IRR / cap rate help
Don't know much about CRE so any help would be much appreciated. I am presented with an opportunity to purchase a property for $10,000,000. This is my NOI:
Year 0: -10,000,000
1: $579,799.80
2: $603,415.90
3: $627,864.92
4: $653,174.34
5: $10,679,372.51
What will your IRR be based on a five year hold with the property sold at 7% cap rate?
Plugging in those numbers I get 6% IRR but I don't know what to do for the cap rate. Can anyone help?
6.26%. You seem to have already plugged in the cap rate to your year 5 NOI.
You don't know much about CRE but you are considering purchasing a $10 million property?
I think he means this is a case study-type question he's facing
For that set of cash flows, your IRR is 6.26%, but given the set of cash flows you presented and your question, I think you are trying to figure out if you valued the exit correctly.
You didn't break out sale proceeds from NOI in year 5, but I'm going to assume that because NOI is steadily growing at about 4% a year and you are unfamiliar with RE modeling that you assumed that you would sell the property for 10 million, the same price you purchased it for (this would be wrong).
The correct way to evaluate the exit would be to: cap the NOI of the year after you sell the property (assuming this is a stabilized NOI) using the termination cap rate.

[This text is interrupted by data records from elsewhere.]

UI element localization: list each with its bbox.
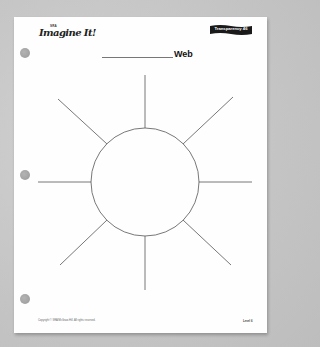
spoke-top-right	[183, 97, 233, 144]
spoke-top-left	[58, 99, 107, 144]
spoke-bottom-right	[183, 220, 231, 265]
level-label: Level 6	[243, 319, 253, 323]
web-diagram	[14, 17, 267, 333]
spoke-bottom-left	[60, 220, 107, 265]
transparency-page: SRA Imagine It! Transparency 46 Web Copy…	[14, 17, 267, 333]
copyright-text: Copyright © SRA/McGraw-Hill. All rights …	[38, 319, 95, 322]
web-center-circle[interactable]	[91, 128, 199, 236]
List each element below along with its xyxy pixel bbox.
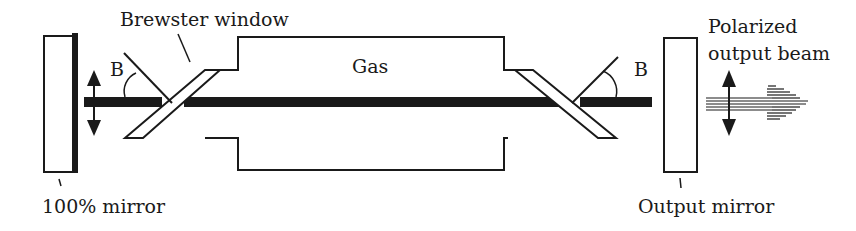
left-mirror-label: 100% mirror <box>42 195 166 217</box>
left-mirror-leader-line <box>59 179 61 186</box>
laser-diagram: 100% mirror Gas B Brewster window B Outp… <box>0 0 856 231</box>
beam-left-segment <box>84 97 162 107</box>
output-beam-label-line2: output beam <box>708 42 830 64</box>
output-beam-icon <box>706 86 808 119</box>
output-mirror-body <box>664 38 697 172</box>
right-angle-label: B <box>634 58 648 80</box>
output-polarization-arrow-icon <box>722 70 736 136</box>
beam-center-segment <box>184 97 560 107</box>
beam-right-segment <box>580 97 652 107</box>
output-mirror-label: Output mirror <box>638 195 775 217</box>
output-mirror-leader-line <box>680 178 681 188</box>
left-mirror-body <box>44 36 74 172</box>
output-beam-label-line1: Polarized <box>708 15 797 37</box>
right-brewster-angle-arc <box>603 71 617 97</box>
left-normal-line <box>124 53 172 103</box>
left-mirror-reflective-coating <box>72 33 78 173</box>
right-normal-line <box>572 57 618 103</box>
gas-label: Gas <box>352 55 388 77</box>
brewster-window-label: Brewster window <box>120 8 289 30</box>
left-angle-label: B <box>110 58 124 80</box>
left-brewster-angle-arc <box>124 73 136 97</box>
output-mirror: Output mirror <box>638 38 775 217</box>
brewster-window-leader-line <box>178 34 190 62</box>
left-brewster-window: B <box>110 53 220 138</box>
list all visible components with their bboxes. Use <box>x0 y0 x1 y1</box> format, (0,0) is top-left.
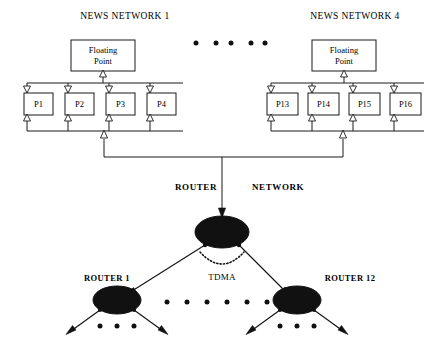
router-ellipsis-dot <box>205 300 210 305</box>
upper-arrow-p1 <box>24 86 31 93</box>
networks-ellipsis <box>194 41 268 46</box>
news-network-1-group: NEWS NETWORK 1 Floating Point P1 P2 <box>24 11 184 157</box>
tdma-label: TDMA <box>208 272 236 282</box>
upper-arrow-p4 <box>147 86 154 93</box>
router-1-leaf-dot <box>132 324 137 329</box>
router-12-label: ROUTER 12 <box>325 273 376 283</box>
router-1-leaf-dot <box>115 324 120 329</box>
router-1-label: ROUTER 1 <box>84 273 130 283</box>
processor-label-p15: P15 <box>358 99 371 109</box>
ellipsis-dot <box>263 41 268 46</box>
router-1-leaf-origin-right <box>132 308 136 312</box>
processor-label-p13: P13 <box>276 99 289 109</box>
upper-arrow-p14 <box>309 86 316 93</box>
router-1-leaf-origin-left <box>98 308 102 312</box>
center-router-node <box>195 216 249 248</box>
router-1-leaf-link-left <box>71 310 100 331</box>
router-12-leaf-origin-right <box>312 308 316 312</box>
trunk-group <box>104 157 343 218</box>
router-network-label-left: ROUTER <box>175 182 217 192</box>
router-network-label-right: NETWORK <box>252 182 304 192</box>
ellipsis-dot <box>249 41 254 46</box>
diagram-canvas: NEWS NETWORK 1 Floating Point P1 P2 <box>0 0 448 338</box>
router-1-leaf-arrowhead-right <box>158 326 168 335</box>
router-1-leaf-dot <box>98 324 103 329</box>
ellipsis-dot <box>194 41 199 46</box>
router-12-leaf-arrowhead-left <box>246 326 256 335</box>
router-ellipsis-dot <box>165 300 170 305</box>
processor-label-p4: P4 <box>157 99 167 109</box>
router-ellipsis-dot <box>265 300 270 305</box>
floating-point-label-line2-net4: Point <box>335 56 354 66</box>
news-network-4-group: NEWS NETWORK 4 Floating Point P13 P14 P1… <box>267 11 424 157</box>
link-center-to-router-1 <box>132 245 205 291</box>
processor-label-p1: P1 <box>34 99 43 109</box>
processor-label-p14: P14 <box>317 99 331 109</box>
router-ellipsis-dot <box>245 300 250 305</box>
router-12-leaf-dot <box>295 324 300 329</box>
router-1-leaf-arrowhead-left <box>66 326 76 335</box>
upper-arrow-p13 <box>268 86 275 93</box>
tdma-dotted-arc <box>200 252 244 264</box>
ellipsis-dot <box>229 41 234 46</box>
router-12-leaf-link-right <box>314 310 343 331</box>
floating-point-label-line1-net1: Floating <box>89 45 118 55</box>
processor-label-p2: P2 <box>75 99 84 109</box>
upper-arrow-p3 <box>106 86 113 93</box>
router-12-leaf-dot <box>278 324 283 329</box>
router-12-leaf-origin-left <box>278 308 282 312</box>
upper-arrow-p15 <box>350 86 357 93</box>
processor-label-p3: P3 <box>116 99 125 109</box>
link-center-to-router-12 <box>239 245 285 291</box>
floating-point-label-line2-net1: Point <box>94 56 113 66</box>
upper-arrow-p16 <box>391 86 398 93</box>
processor-label-p16: P16 <box>399 99 412 109</box>
upper-arrow-p2 <box>65 86 72 93</box>
router-1-leaf-link-right <box>134 310 163 331</box>
news-network-4-title: NEWS NETWORK 4 <box>310 11 400 21</box>
ellipsis-dot <box>214 41 219 46</box>
diagram-svg: NEWS NETWORK 1 Floating Point P1 P2 <box>0 0 448 338</box>
router-ellipsis-dot <box>185 300 190 305</box>
news-network-1-title: NEWS NETWORK 1 <box>80 11 170 21</box>
router-ellipsis-dot <box>225 300 230 305</box>
link-origin-dot-right <box>237 243 241 247</box>
router-12-leaf-link-left <box>251 310 280 331</box>
floating-point-label-line1-net4: Floating <box>330 45 359 55</box>
router-1-group: ROUTER 1 <box>66 273 168 335</box>
router-12-leaf-dot <box>312 324 317 329</box>
router-12-leaf-arrowhead-right <box>338 326 348 335</box>
routers-ellipsis <box>165 300 270 305</box>
link-origin-dot-left <box>203 243 207 247</box>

In your example, you would cap year 6 NOI at a 7%. Assuming the same 4% a year growth (because we are all friends here and we all know that NOI's TOTALLY grow perpetually in a straight line...), your year 6 NOI would be approximately $706,550. At a 7% cap, that would equal $10.094 million (which would be your sales price). So your year 5 CF would be the sales price of $10.094 million plus your year 5 NOI.
Edited because I found a mistake in my math.
"because we are all friends here and we all know that NOI's TOTALLY grow perpetually in a straight line"
LOL...
+1, spit out my soda.
If you assumed NOIs grow perpetually in a straight line, your value would be Y6 NOI over 7% - 4% (3%). Gordon growth model...
Do you know what industry forum you're in? This isn't a stock.
The theory behind the Gordon growth model - namely, the time value of money - can be applied to any stream of cash flows.